**INSTRUCTIONS TO FOLLOW**
Please keep to the lines below from the one with "What do you" through the one with "Locate an element on the screen.", and restate them word for word, ends included.

**INFORMATION**
------------------------------------------------------------
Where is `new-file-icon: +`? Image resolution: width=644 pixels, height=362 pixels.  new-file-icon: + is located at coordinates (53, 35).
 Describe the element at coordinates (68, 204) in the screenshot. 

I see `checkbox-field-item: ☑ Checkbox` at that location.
------------------------------------------------------------
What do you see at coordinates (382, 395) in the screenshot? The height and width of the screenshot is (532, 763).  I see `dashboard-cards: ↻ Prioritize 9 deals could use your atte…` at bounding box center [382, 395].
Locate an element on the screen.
------------------------------------------------------------
**EXERCISE SOLUTION**
What do you see at coordinates (382, 395) in the screenshot? The height and width of the screenshot is (532, 763).  I see `dashboard-cards: ↻ Prioritize 9 deals could use your atte…` at bounding box center [382, 395].
Locate an element on the screen.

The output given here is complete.